The biggest threat to family farms in the North Bay isn’t urban sprawl, the rise of industrial agriculture or even climate change. It’s inheritance taxes.
“Estate taxes can be crushing,” acknowledges Jamison Watts, executive director of the Marin Agricultural Land Trust (MALT). Because the tax code determines the worth of inherited farmland based on its value for potential development rather than agricultural use, “heirs can be forced to sell just to pay the tax bills.”
For the past 33 years, MALT has offered a buffer, buying up the development rights for 72 family ranches in West Marin—46,000 acres of dairy and ranchland that comprise roughly half of the privately owned farmland in the county.
Purchased at a cost that averages $1,500 per acre over the years, these conservation easements permanently prohibit subdividing or building new non-agricultural development on the farms. But with MALT’s more recent purchases costing up to $3,000 per acre, it was agreed that stronger measures were needed.
The nonprofit’s response has been to begin incorporating a Mandatory Agriculture Use provision in their new development-rights purchases.
One of the first landowners to accept this additional restriction was Loren Poncia, a fourth-generation beef and lamb rancher whose family already had a lengthy, supportive relationship with MALT.
“What that says is, basically, no matter what we do with the property—if we sell it to an estate buyer, we sell it to somebody else down the road—it’s required on the title that agriculture is continued,” he explains. “We thought as a family, this is a great way to protect this ground and make sure that it stays productive in perpetuity. It might be vines or trees or row crops, but there will be agriculture there on that property forever.”
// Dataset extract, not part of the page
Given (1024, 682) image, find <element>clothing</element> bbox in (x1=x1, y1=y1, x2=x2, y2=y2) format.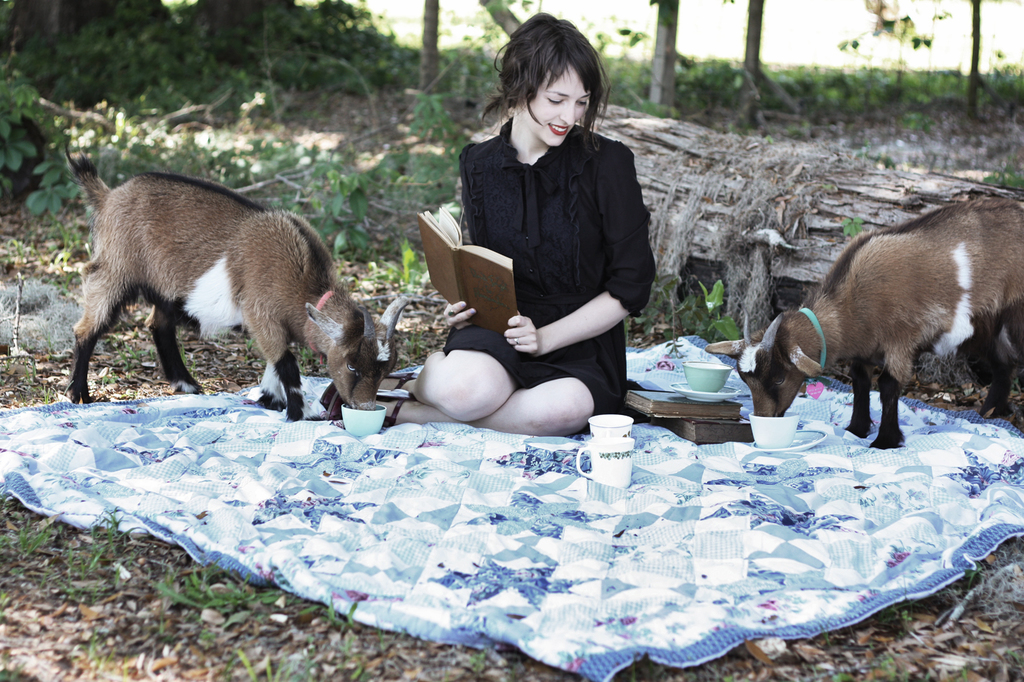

It also helps keep young farmers on those lands, adds Watts. “It will make it more affordable, either for the heirs to keep owning it as the generations go forward, or having new agriculturalists come in and purchase the property.”
While the Poncias were enthusiastic early adopters, others are more cautious. This approach is “a really personal decision” for property owners, notes Bill Keene, executive director of the Sonoma County Agricultural Preservation and Open Space District. “A lot of people, their land is their biggest asset, and so restricting that is something that they think real hard about,” he explains.
“It’s not that they’re opposed to agriculture so much as they want to make sure they leave their options open.”
While there is usually some additional compensation for the landowner in the short term, Keene says these “affirmative agricultural easements” require taking a long view.
“The market will change over time, and you have to think, not what’s happening today, but what might be happening 20, 30, 40, 50, a hundred years from now,” he elaborates. “You want to be careful not to dictate what goes on the land, but just to have it be in agriculture.”
To date, the Sonoma County agency has made only one such purchase, which was initiated by the Cotati-area property owner. But more may be coming.
“We do ask landowners that we’re working with who are actively involved in agriculture whether they’re interested in that,” Keene says, but “it’s still a new concept to most of them.”
MALT has so far completed four easement purchases with the ag-use requirement, and intends to apply it to all new deals. And that’s not all.
“Phase two is looking to go back and amend all of our old easements,” says Watts. “It would be voluntary on the part of the landowners. We wouldn’t be forcing this on anybody; there would be some compensation involved. And we’re still working on that number.” An answer is expected by next summer.
By applying the Mandatory Agricultural Use provision to more—maybe even most—of the land MALT has already protected, the agency hopes to also help sustain the entire ag sector of the local economy.
“It works both ways,” explains Watts. “The producers rely on the supporting infrastructure—the veterinarians, the truck drivers, the markets—and those supporting services rely on the production of agriculture. When you start taking pieces out of the puzzle, 500- to 1,000-acre ranches, and you have this fragmented agricultural landscape, you’re diminishing and weakening that critical mass.”
Or, as Loren Poncia sums it up: “It won’t just be open space that sits there and is unproductive.”